The annual performance review, disliked in most companies by those being reviewed. But what if you turned it on it’s head, and instead of the employee being reviewed it was the company? Is Amazon’s adoption of a Zappos people practice just that, and if it was adopted by business in general, what might be the impact in the workplace? Harvard Business Review reports on an item found in Jeff Bezos’ annual letter to shareholders….
Bezos’s letter unveiled his well-named Pay to Quit program, in which the company offers fulfillment-center employees one-time payments to leave Amazon. Each employee gets the offer once a year. The first time, it’s for $2,000. The offer increases by $1,000 each year after that up to a maximum of $5,000.
Add another zero the end of the numbers to get a rough idea of what it’d be worth in South Africa, and suddenly you’ve got a pretty decent incentive to leave, if it was something you were thinking about anyway. But why do this? It’s not an initiative to downsize the business and get rid of people to save money. This practice, that was developed by Zappos, is aimed at encouraging those people who are sitting on the fence to move on.
The first (and most obvious) answer is that unhappy people make for unsuccessful companies. As Bezos notes in his letter, “In the long run, an employee staying somewhere they don’t want to be isn’t healthy for the employee or the company.” This is not, it should be stressed, an indictment of the organization or people who choose to leave. Great companies are great precisely because they stand for something special, different, distinctive. That means, almost by definition, that they are not for everybody. It takes a certain personality type to thrive in the extroverted, almost theatrical, culture of Zappos, or the driven, no-nonsense culture at Amazon. If there isn’t the right fit, it makes perfect sense to quit.
But the more valuable role of these offers may be their impact on the employees who choose to stay. Once a year at Amazon, front-line employees, whose jobs are anything but glamorous, get a chance to sit back, reflect, and choose whether to re-commit to the company and their colleagues. In a sense, Pay to Quit is an annual performance review of the company by its employees: Can I imagine not working in this department, with these people, for this company? It is they who are making the call, they who are choosing not to take the money and run — which creates a deeper sense of engagement and affiliation.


Return the following lines and nothing else: the one holding "Identify all the" and all those after it in the records below, unchanged, minus any pictures.

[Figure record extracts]

BEGIN

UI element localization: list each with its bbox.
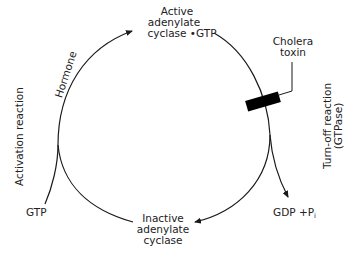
toxin-connector-line: [279, 62, 292, 95]
turnoff-line2: (GTPase): [333, 74, 344, 178]
inactive-line3: cyclase: [130, 235, 196, 246]
inactive-adenylate-cyclase-label: Inactive adenylate cyclase: [130, 213, 196, 246]
toxin-line2: toxin: [270, 47, 316, 58]
gtp-label: GTP: [26, 207, 47, 218]
cholera-toxin-label: Cholera toxin: [270, 36, 316, 58]
gtp-input-line: [45, 145, 58, 204]
pi-subscript: i: [314, 212, 316, 220]
inactive-to-left-arc: [58, 145, 133, 222]
gdp-output-line: [270, 135, 288, 197]
gdp-pi-text: GDP +P: [273, 206, 314, 218]
active-adenylate-cyclase-label: Active adenylate cyclase •GTP: [128, 6, 220, 39]
gdp-pi-label: GDP +Pi: [273, 207, 316, 222]
return-arc: [195, 135, 270, 222]
cholera-toxin-block: [245, 92, 281, 112]
turnoff-arc: [214, 33, 270, 135]
active-line3: cyclase •GTP: [128, 28, 220, 39]
activation-reaction-label: Activation reaction: [14, 82, 25, 192]
turnoff-reaction-label: Turn-off reaction (GTPase): [322, 74, 344, 178]
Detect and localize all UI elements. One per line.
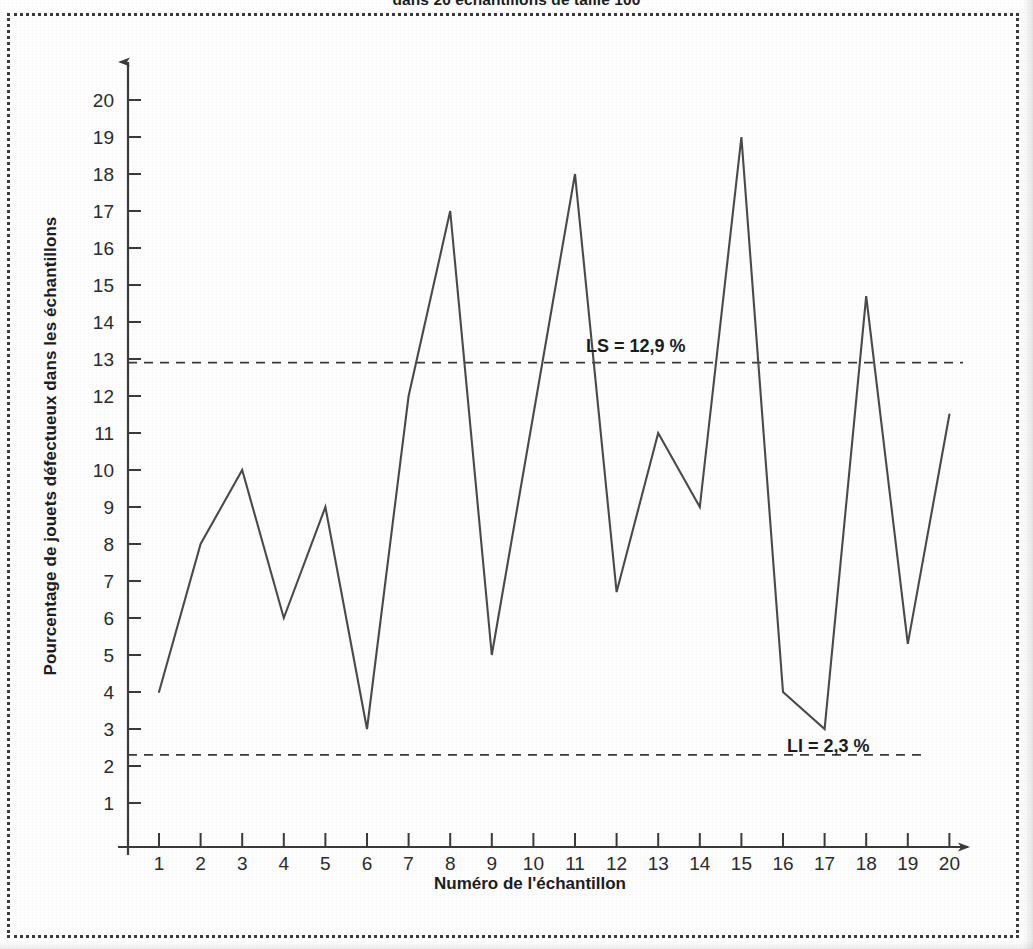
y-tick-label: 12 — [93, 386, 114, 407]
y-tick-label: 6 — [103, 608, 114, 629]
x-tick-label: 20 — [939, 853, 960, 874]
line-chart-svg: 1234567891011121314151617181920 12345678… — [0, 0, 1033, 949]
y-tick-label: 13 — [93, 349, 114, 370]
y-tick-label: 10 — [93, 460, 114, 481]
upper-limit-label: LS = 12,9 % — [586, 336, 686, 356]
y-tick-label: 9 — [103, 497, 114, 518]
y-tick-label: 16 — [93, 238, 114, 259]
lower-limit-label: LI = 2,3 % — [787, 736, 870, 756]
y-tick-label: 7 — [103, 571, 114, 592]
x-tick-label: 9 — [487, 853, 498, 874]
y-tick-label: 14 — [93, 312, 115, 333]
y-axis-ticks: 1234567891011121314151617181920 — [93, 90, 141, 814]
x-tick-label: 10 — [523, 853, 544, 874]
y-tick-label: 17 — [93, 201, 114, 222]
y-tick-label: 1 — [103, 793, 114, 814]
x-tick-label: 19 — [897, 853, 918, 874]
y-tick-label: 8 — [103, 534, 114, 555]
x-tick-label: 12 — [606, 853, 627, 874]
x-tick-label: 18 — [856, 853, 877, 874]
x-tick-label: 8 — [445, 853, 456, 874]
x-tick-label: 4 — [279, 853, 290, 874]
x-tick-label: 16 — [772, 853, 793, 874]
x-tick-label: 6 — [362, 853, 373, 874]
x-tick-label: 7 — [403, 853, 414, 874]
y-tick-label: 15 — [93, 275, 114, 296]
chart-area: Pourcentage de jouets défectueux dans le… — [0, 0, 1033, 949]
x-tick-label: 15 — [731, 853, 752, 874]
y-tick-label: 20 — [93, 90, 114, 111]
x-tick-label: 1 — [154, 853, 165, 874]
y-tick-label: 18 — [93, 164, 114, 185]
x-tick-label: 17 — [814, 853, 835, 874]
control-limit-lines — [128, 363, 963, 755]
x-tick-label: 14 — [689, 853, 711, 874]
x-tick-label: 2 — [195, 853, 206, 874]
y-tick-label: 3 — [103, 719, 114, 740]
data-series-line — [159, 137, 949, 729]
y-tick-label: 11 — [94, 423, 114, 444]
y-tick-label: 5 — [103, 645, 114, 666]
x-tick-label: 11 — [565, 853, 585, 874]
x-tick-label: 13 — [648, 853, 669, 874]
y-tick-label: 2 — [103, 756, 114, 777]
x-axis-ticks: 1234567891011121314151617181920 — [154, 833, 960, 874]
x-tick-label: 3 — [237, 853, 248, 874]
x-tick-label: 5 — [320, 853, 331, 874]
y-tick-label: 4 — [103, 682, 114, 703]
y-tick-label: 19 — [93, 127, 114, 148]
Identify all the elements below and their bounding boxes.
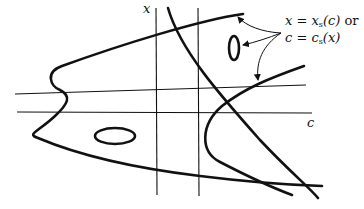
vertical-line-right: [198, 8, 199, 196]
annot1-eq: =: [292, 13, 311, 28]
annot1-tail: or: [340, 13, 358, 28]
annot2-fn: c: [311, 30, 318, 45]
arrow-to-upper-curve: [238, 17, 281, 33]
c-axis-label: c: [307, 115, 314, 130]
horizontal-line-c-axis: [17, 112, 312, 113]
arrow-to-ellipse: [243, 33, 281, 45]
ellipse-small-vertical: [229, 36, 239, 60]
annotation-line-2: c = cs(x): [285, 30, 340, 50]
x-axis-label: x: [143, 1, 150, 16]
annot1-fn: x: [312, 13, 319, 28]
ellipse-horizontal: [95, 128, 135, 144]
annot2-arg: (x): [323, 30, 340, 45]
annot1-arg: (c): [323, 13, 340, 28]
annot2-eq: =: [292, 30, 311, 45]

END

RESPONSE TO THIS TASK:
Identify all the elements below and their bounding boxes.
vertical-line-right: [198, 8, 199, 196]
annot1-eq: =: [292, 13, 311, 28]
annot1-tail: or: [340, 13, 358, 28]
annot2-fn: c: [311, 30, 318, 45]
arrow-to-upper-curve: [238, 17, 281, 33]
c-axis-label: c: [307, 115, 314, 130]
horizontal-line-c-axis: [17, 112, 312, 113]
arrow-to-ellipse: [243, 33, 281, 45]
ellipse-small-vertical: [229, 36, 239, 60]
annotation-line-2: c = cs(x): [285, 30, 340, 50]
x-axis-label: x: [143, 1, 150, 16]
annot1-fn: x: [312, 13, 319, 28]
ellipse-horizontal: [95, 128, 135, 144]
annot2-arg: (x): [323, 30, 340, 45]
annot1-arg: (c): [323, 13, 340, 28]
annot2-eq: =: [292, 30, 311, 45]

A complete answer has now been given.